Conscious black adults have to take responsibility for turning this destructive tide, this tide of toxic and negative thoughts, beliefs and attitudes.

Celebrating black heroes and heroines allows us to decide for ourselves what images will inhabit our minds. The more we celebrate our black heroes and heroines and share their stories with each other and with society at large, the more we can enjoy our true heritage as an African people.

Many African people, like Harriet Jacobs, author of Incidents in the Life of a Slave, having escaped slavery in North America, published their stories, often as a way to support themselves financially. Some, like Frederick Douglass and Sojourner Truth, also went on speaking tours recounting their experience of oppression to a wider audience. These speakers were important participants and leaders in the abolition movement in the United States. Many of his speeches and narratives still exist, inspiring us on how our ancestors used their strength, wits, and courage to survive.

Caribbean slave narratives are not that numerous, though it is highly likely that many more as yet undiscovered narratives languish in libraries, universities, and people’s attics. In Britain our stories often went unrecorded. Many British dealers kept the material to sell to American collectors. The late Len Garrison, founder of the Black Cultural Archives in Brixton, was fully committed to building a monument to celebrate the presence of black people in Britain. He told me:

In the late ’60s and ’70s, when I was talking about this collection, I went to a few museums to ask if they had any material related to black history, and they’d say, “Yeah, people are coming.” us with materials”. I remember the Labor History Museum said: “But we don’t collect”, we simply told them that we don’t know anyone who is collecting it, and so nothing was being collected. One would imagine that history labor relates to blacks as it did to whites.But they hadn’t picked it up.

He took the initiative to search for black souvenirs when and where he could find them. He told me,

“I used to clip articles out of newspapers. I just collected them. But eventually, I started building the collection by going to antique shops, Portobello Road, and thrift stores.”

When Africans celebrate our heroes and heroines, we take control, we take charge of how we see ourselves and others. The more we know about our ancestry and heritage, the more empowered we are by this knowledge. This changes our entire attitude and behavior. We are no longer at the mercy of the negativity with which we are constantly being bombarded. And we have the opportunity to pass on our positive images and attitudes to our children. And when whites celebrate black heroes and heroines, they reap the rewards of living in a multiracial society.

Africans are good at everything: architecture, astronomy, astrophysics, and that’s just the ‘A’s. We are scientists, teachers, explorers, educators, philanthropists, healers.

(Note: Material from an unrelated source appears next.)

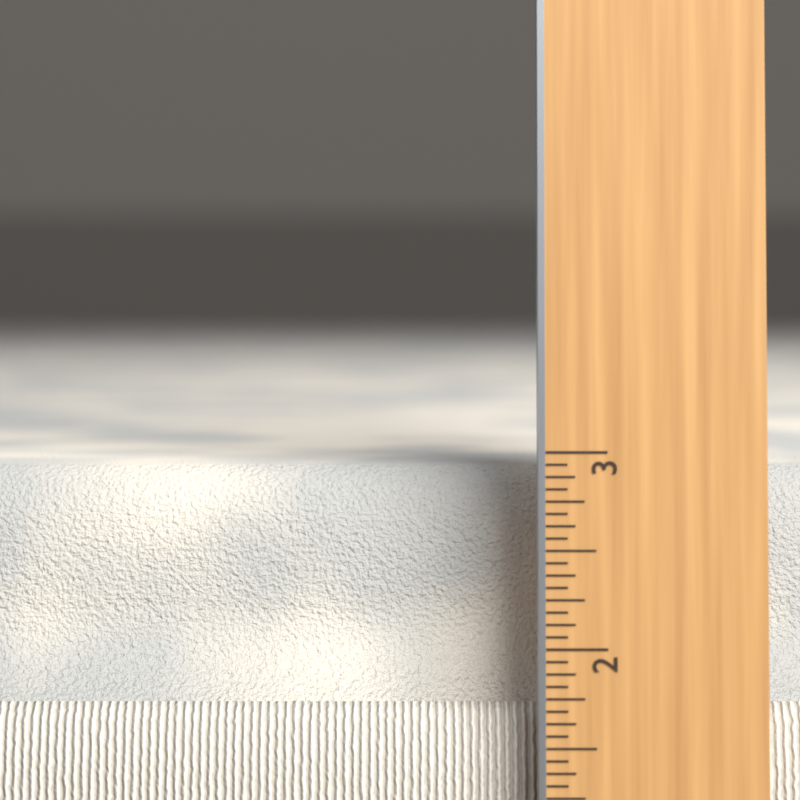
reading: 2.8750 in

Blacks are heroes and heroes. We are successful. We each have our own black success stories to tell. The more we share them with each other, the more we create an energy of love and positivity that surrounds us and affects our lives. It helps us attract and connect with the abundance of the universe. It affects the types of opportunities we attract and helps determine how we respond to these opportunities.

We have to take responsibility for our lives and the lives of our children and others in our community. We need to take control of our negative thought processes and do whatever it takes to reverse them. Then we will be able to experience the brilliant and glorious abundance of the universe to which we are entitled and which is our birthright. And the whole of British society will benefit from our continued successes.